Lloyd Baker Estate

Lloyd Baker Estate, Islington

Situated where Clerkenwell meets King’s Cross, this is a classy and well-preserved late-Georgian and Victorian estate consisting of a handful of terraced streets and two squares

upper floors of the Union Tavern

The land here was owned by the Knights Hospi­taller, and it passed sometime around the 1680s to Dr William Lloyd, who was then bishop of St Asaph. He was one of the seven bishops committed to the Tower in 1688.

A public house has stood on the site of the present Union Tavern (shown in the photo­graph above) since the 1740s, when it was variously known as the Black Bull and the Bull in the Pound. It lay across the Fleet river (which now runs beneath King’s Cross Road here) from Bagnigge House, which was said to have been the summer residence of Nell Gwynne and became a spa resort in 1758.

The estate was given as part of the dowry of William Lloyd’s great-grand­daughter Mary when she married the Glouces­ter­shire vicar William Baker in 1775. By then much of the land behind the tavern was occupied by a brick- and tile-works that excavated the slope of the Fleet valley here, creating a steeper incline.

The pub gained its modern identity early in the 19th century, presum­ably honouring the 1801 union of the kingdoms of Great Britain and Ireland. The Union Tavern seems to have gone upmarket when it was rebuilt in 1819–20. Writing soon after­wards, Thomas Cromwell noted “a respectable tavern and tea gardens, called the Union, where was formerly a public house of vulgar fame.”

The tavern’s renais­sance was the first step in – and perhaps the catalayst for – the devel­op­ment of the Lloyd Baker estate on the site of the former brick­field and beyond it. The Reverend Baker and his son Thomas Lloyd Baker commis­sioned a plan from their surveyor John Booth, who delegated most of the archi­tec­tural work to his son William.

The estate’s first houses were built by the Union Tavern’s landlord on Bagnigge Wells Road (now King’s Cross Road) but none of these remain.† The earliest surviving prop­er­ties went up in the mid-1820s along Baker Street (since renamed Lloyd Baker Street, to avoid confusion with its better known namesake to the west) and Wharton Street. Here, William Booth designed elegant terraces of semi-detached, two-storey villas that were built in London stock brick and surmounted by shared Grecian pediments.

Lloyd Street and Lloyd Square were laid out in the early 1830s. The latter has a central private garden surrounded by very grand, though compact, houses that are similar in style to their predecessors.

The three-storey terraces of Granville Square were built in the early 1840s. The archi­tec­ture here is less imposing than elsewhere on the estate, but still very fine.

Several buildings and the Union Tavern’s gardens had to be sacri­ficed when the Metro­pol­itan Railway came through in the early 1860s. Collat­eral damage to the tavern itself prompted its complete recon­struc­tion in 1877–8. At the same time, the shops at numbers 2a and 2b King’s Cross Road replaced a brewhouse and stables.

Hidden London: Lloyd Square - Lloyd Baker estate
Lloyd Square and Bethany House

On the east side of Lloyd Square, the Kentish architect Ernest Newton built a house of retreat for the Sisters of Bethany in 1882–4, which was extended c.1905 and 1935. The retreat’s main building is now called Bethany House and is owned by Sapphire Inde­pen­dent Housing – which provides support and accom­mo­da­tion for vulner­able people, at this location for women only.

At the far northern tip of the estate, the flats of Cable House were built in 1948 after wartime bombing had wrecked the original homes at the corner of Lloyd Street and Great Percy Street.

The estate remained in the family until the death of Olive Lloyd Baker in 1975. Three years later, 95 houses were sold to the London Borough of Islington. According to the Amwell Society’s website, these were then “brought up to basic standards by, for example, installing bathrooms. [‘Miss Olive’ appar­ently hadn’t had the funds to improve her prop­er­ties but did enjoy a glass of her tenants’ sherry when she visited for annual inspec­tions.] Many of the houses on the Lloyd Baker estate are still tenanted, while others, as they have become vacant, have been sold freehold and renovated.”

The Lloyd Baker estate now forms part of Isling­ton’s sprawling New River conser­va­tion area.

Postal district: WC1
Further Reading: Philip Temple (ed.), Survey of London: Volume 47, Northern Clerkenwell and Pentonville, Yale University Press, 2008 (stunningly comprehensive though very expensive, but at least partially available online)
Bing bird’s eye view: Lloyd Baker Estate

 

* The picture of Lloyd Square on this page is adapted from an original photograph, copyright Stephen McKay, at Geograph Britain and Ireland, made available under the Attribution-ShareAlike 2.0 Generic Licence. Any subsequent reuse is hereby freely permitted under the terms of that licence.
† A slightly later house does survive at No.4 King’s Cross Road. It was built in the 1830s by the Union Tavern’s landlord.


Description of the task
Would it be possible to copy exactly the lines from the one containing "Extract the location" to the end of the entries, including both and nothing else?

(Dataset items)
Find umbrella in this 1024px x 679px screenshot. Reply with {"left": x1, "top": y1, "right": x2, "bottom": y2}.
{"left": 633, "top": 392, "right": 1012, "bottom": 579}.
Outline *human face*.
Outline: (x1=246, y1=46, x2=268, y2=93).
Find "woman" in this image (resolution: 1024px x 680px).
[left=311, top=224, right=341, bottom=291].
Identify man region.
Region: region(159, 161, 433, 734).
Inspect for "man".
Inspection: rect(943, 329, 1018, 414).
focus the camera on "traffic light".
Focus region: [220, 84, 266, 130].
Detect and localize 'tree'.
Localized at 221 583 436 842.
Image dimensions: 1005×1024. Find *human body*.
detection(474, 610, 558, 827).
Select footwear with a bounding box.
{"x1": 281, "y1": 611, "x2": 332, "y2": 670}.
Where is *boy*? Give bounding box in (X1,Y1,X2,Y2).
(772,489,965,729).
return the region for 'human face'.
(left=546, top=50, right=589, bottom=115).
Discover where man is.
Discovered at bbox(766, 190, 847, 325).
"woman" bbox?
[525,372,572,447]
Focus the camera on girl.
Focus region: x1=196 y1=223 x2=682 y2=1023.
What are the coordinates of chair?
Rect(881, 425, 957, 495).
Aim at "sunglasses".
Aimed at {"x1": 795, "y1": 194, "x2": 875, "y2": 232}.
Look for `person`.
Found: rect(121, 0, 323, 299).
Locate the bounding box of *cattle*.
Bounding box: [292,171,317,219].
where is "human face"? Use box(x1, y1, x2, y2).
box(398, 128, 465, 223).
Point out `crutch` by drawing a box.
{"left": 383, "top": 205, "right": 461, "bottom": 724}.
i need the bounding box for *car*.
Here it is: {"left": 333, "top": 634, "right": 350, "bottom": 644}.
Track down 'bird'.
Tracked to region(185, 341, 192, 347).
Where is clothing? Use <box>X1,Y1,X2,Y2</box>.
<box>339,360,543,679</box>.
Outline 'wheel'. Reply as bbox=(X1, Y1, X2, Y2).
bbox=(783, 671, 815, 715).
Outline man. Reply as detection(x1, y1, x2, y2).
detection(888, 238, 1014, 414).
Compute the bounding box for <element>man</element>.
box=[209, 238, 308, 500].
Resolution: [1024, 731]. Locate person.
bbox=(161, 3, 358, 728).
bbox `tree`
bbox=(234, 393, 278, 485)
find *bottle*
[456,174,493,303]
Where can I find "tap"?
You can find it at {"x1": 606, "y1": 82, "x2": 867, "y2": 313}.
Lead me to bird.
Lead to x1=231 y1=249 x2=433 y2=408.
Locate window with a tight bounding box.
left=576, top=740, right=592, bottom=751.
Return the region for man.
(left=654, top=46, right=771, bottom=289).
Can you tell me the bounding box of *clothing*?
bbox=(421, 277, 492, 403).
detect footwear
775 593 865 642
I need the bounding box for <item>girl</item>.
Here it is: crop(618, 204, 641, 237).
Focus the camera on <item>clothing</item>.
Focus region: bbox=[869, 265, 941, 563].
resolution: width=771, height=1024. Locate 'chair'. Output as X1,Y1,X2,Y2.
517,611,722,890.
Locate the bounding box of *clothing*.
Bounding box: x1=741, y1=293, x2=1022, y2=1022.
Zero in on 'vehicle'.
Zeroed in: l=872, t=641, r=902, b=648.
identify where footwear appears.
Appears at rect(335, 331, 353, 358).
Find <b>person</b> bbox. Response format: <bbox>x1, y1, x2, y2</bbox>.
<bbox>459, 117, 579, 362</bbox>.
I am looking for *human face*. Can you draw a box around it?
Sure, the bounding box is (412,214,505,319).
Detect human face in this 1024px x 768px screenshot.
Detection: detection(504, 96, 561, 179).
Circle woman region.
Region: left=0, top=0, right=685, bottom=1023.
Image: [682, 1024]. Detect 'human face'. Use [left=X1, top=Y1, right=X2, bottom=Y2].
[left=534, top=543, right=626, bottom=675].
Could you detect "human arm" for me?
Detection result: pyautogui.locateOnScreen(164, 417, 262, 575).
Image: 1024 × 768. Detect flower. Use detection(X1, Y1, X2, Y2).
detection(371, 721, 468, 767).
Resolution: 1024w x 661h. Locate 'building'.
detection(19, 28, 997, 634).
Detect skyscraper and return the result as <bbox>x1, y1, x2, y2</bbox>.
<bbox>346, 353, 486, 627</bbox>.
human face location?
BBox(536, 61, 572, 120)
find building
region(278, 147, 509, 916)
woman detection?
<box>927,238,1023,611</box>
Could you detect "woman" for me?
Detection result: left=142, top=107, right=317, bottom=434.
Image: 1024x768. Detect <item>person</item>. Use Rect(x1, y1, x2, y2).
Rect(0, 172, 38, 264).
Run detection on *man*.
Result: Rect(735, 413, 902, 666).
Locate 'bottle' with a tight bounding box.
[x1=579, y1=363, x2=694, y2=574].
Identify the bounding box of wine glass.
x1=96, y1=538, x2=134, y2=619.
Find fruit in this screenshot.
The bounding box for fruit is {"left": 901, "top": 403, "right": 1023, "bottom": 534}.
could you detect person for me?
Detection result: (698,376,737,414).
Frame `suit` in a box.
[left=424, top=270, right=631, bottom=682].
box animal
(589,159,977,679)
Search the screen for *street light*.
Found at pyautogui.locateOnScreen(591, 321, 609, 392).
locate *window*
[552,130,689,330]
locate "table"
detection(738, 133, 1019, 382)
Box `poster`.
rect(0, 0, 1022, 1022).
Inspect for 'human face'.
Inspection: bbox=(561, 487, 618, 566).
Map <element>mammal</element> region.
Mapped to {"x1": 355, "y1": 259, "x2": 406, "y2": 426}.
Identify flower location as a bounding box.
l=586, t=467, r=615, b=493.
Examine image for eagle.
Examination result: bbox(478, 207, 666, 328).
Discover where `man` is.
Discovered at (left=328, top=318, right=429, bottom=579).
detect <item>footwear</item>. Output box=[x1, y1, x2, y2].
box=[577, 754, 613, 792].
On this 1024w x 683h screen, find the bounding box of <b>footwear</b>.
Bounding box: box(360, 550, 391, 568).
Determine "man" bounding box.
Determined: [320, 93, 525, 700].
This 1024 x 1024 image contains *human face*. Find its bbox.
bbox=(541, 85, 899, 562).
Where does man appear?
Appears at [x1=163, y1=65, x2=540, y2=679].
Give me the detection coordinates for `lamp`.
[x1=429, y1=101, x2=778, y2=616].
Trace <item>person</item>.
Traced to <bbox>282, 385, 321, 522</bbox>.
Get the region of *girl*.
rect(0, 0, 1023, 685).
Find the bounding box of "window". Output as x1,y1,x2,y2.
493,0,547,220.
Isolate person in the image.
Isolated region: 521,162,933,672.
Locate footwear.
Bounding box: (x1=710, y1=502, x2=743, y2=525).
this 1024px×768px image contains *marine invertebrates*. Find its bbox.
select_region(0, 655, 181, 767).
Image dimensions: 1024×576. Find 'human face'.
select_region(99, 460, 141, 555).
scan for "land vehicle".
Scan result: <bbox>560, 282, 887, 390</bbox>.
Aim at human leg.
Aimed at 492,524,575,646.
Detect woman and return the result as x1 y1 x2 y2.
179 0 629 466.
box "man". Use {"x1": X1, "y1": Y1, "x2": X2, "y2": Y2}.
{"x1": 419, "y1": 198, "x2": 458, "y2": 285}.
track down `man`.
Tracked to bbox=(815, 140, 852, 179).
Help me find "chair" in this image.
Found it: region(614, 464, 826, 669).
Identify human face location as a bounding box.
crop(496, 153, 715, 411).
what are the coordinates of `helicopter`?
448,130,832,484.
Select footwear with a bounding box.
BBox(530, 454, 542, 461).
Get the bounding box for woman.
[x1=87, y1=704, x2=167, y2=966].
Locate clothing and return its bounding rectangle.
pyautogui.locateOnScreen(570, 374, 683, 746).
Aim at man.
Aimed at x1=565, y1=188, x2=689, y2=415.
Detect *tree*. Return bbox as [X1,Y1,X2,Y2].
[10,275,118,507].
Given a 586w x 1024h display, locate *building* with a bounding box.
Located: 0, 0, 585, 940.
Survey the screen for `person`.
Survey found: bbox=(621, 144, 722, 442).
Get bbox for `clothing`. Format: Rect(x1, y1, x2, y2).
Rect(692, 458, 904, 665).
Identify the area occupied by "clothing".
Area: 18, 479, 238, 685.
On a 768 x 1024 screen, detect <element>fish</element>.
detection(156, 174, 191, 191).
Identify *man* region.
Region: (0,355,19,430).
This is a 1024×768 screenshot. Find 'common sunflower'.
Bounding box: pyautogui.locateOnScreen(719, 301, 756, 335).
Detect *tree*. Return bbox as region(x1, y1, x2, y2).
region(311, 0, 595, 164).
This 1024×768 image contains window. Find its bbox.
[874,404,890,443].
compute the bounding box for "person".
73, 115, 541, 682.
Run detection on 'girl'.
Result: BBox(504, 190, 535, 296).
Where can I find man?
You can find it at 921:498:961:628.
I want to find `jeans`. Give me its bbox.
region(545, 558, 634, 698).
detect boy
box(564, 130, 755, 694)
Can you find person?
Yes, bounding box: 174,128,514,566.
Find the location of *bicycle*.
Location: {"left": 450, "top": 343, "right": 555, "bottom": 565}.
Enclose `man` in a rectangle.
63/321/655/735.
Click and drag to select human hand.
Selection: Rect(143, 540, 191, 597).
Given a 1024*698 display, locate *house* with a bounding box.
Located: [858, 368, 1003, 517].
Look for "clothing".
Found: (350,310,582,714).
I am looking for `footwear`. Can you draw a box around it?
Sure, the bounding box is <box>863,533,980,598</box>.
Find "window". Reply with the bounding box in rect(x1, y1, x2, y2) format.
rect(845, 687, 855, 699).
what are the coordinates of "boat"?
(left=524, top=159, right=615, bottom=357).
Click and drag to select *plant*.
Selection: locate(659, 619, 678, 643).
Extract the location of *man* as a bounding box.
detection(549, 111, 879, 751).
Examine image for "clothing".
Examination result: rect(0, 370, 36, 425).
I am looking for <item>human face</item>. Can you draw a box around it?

Reply to the exercise
Extract the location of *man* as a bounding box.
detection(549, 111, 879, 751).
Examine image for "clothing".
Examination result: rect(0, 370, 36, 425).
I am looking for <item>human face</item>. Can you draw a box around it?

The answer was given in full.